Now Available for Purchase as a Hardcover Book and as a Free, Downloadable PDF

The Autobiography of Sybil Shearer, in Three Volumes
Without Wings the Way Is Steep, The Autobiography of Sybil Shearer:

Volume I, Within This Thicket (2006)
Covering Sybil’s life from 1905 to 1941

Volume II, The Midwest Inheritance (2012)
Covering Sybil’s life from 1942 to 1984.

Volume III, The Reality Beyond Realism (2020)
Covering Sybil’s life from 1985 to 2005.

Volume I, Within This Thicket (2006)
Covering Sybil’s life from 1905-1941

“Indisputably one of the greatest dancers of all time,” proclaimed the New York Times about legendary and elusive original, Sybil Shearer. Publication of her letters provides an intimate view of an artist searching for and discovering her creative self. They are fascinating as an insider’s history of modern dance in America. Written and received from 1931 to 1942, the letters chronicle the budding of Shearer’s talents as a unique individual force in dance and her relationships with such key seminal figures as Hanya Holm, Doris Humphrey, Agnes de Mille, and Louis Horst. A Sybil Shearer concert at Carnegie Hall would be, “packed with so many dance celebrities that if the roof caved in, there would be no American dance the next day,” said Walter Terry – Saturday Review. Photographs by Helen Balfour Morrison. Forward by Madeleine Nichols, Curator Emerita, NY Public Library Dance Division.

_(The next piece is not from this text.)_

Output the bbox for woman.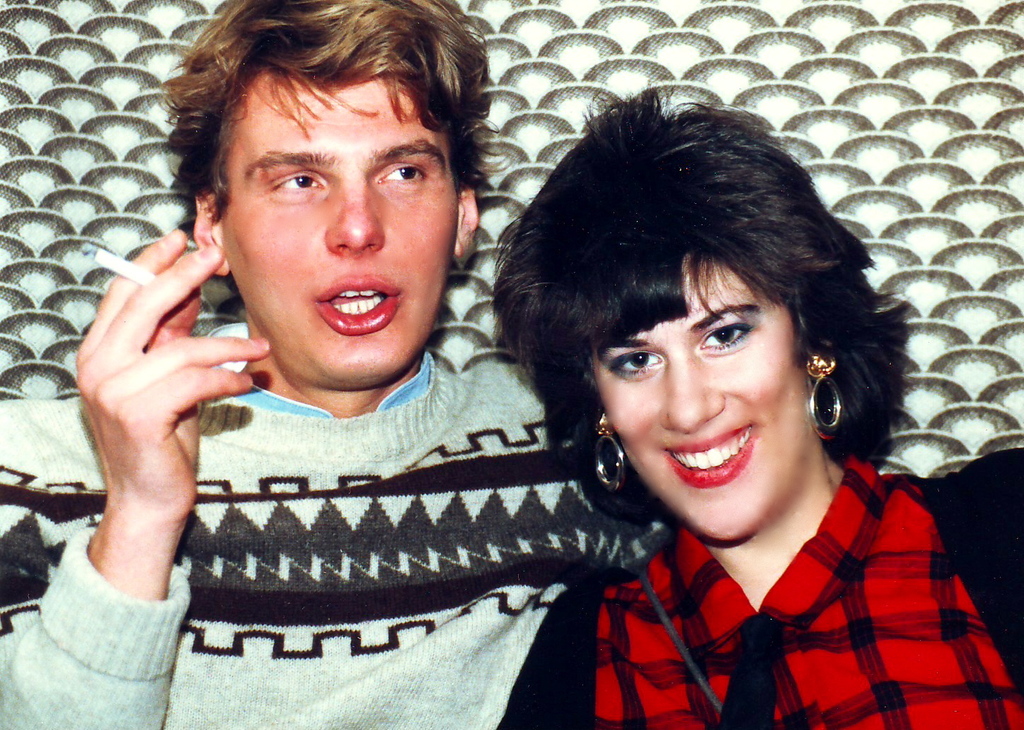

Volume II, The Midwest Inheritance (2012)
Covering Sybil’s life from 1942-1984

Sybil Shearer, “one of the world’s foremost dancers and choreographers” and a “near legendary figure,” abandoned New York in 1942 and made a surprise move to Chicago. There and in nearby Northbrook, her secluded way of life gave an air of intrigue to her rare public appearances. Soon critics from New York and across the country were coming to Chicago to see her work. Here this “elusive mystic” tells her own story from 1942 until 1984, when her longtime artistic collaborator, photographer Helen Balfour Morrison, died. Also prominent is New York Times critic John Martin, who followed her work from its beginnings at Benington, where they met in 1934. Dance devotees, historians, and others will find much to savor in the book’s roster of noted dancers, artists, critics, and academics of the time. Foreword by John Neumeier, director of the Hamburg Ballet in Germany.

Volume III, The Reality Beyond Realism (2020)
Covering Sybil’s life from 1985-2005

This vivid documentation of the life of Sybil Shearer is the best kind of testament to the power of the arts,” says Ronne Hartfield, former Director of Museum Education at the The Art Institute of Chicago. “It is an exemplary life story, confirming her place in the history of dance, a legacy for the ages.”

“Sybil’s autobiography is an independent woman’s voice making sense of her time, from a tangential place, creating self-referential art all along,” says Joseph Houseal, Director of Core of Culture Dance Preservation.

“What a third act!” says Margo Viscusi, President Emerita of Poets House, New York, and student of Sybil Shearer. “Already in her seventies, she created an astonishingly rich new life as an original and outspoken dance critic, a student of philosophy and spirituality, a sought-after public speaker, and an impresario. This is a unique account of late-life success.”

A Hidden Collection, Helen Balfour Morrison: Masterful Modern describes a portrait collection of more than 200 Great Americans of the 1930s and 1940s, including academics, actors, architects, critics, dancers, educators, journalists, musicians, painters and sculptors, scientists, social activists, and leaders in medicine, law, government, and business. Available in print and electronically. Download the PDF.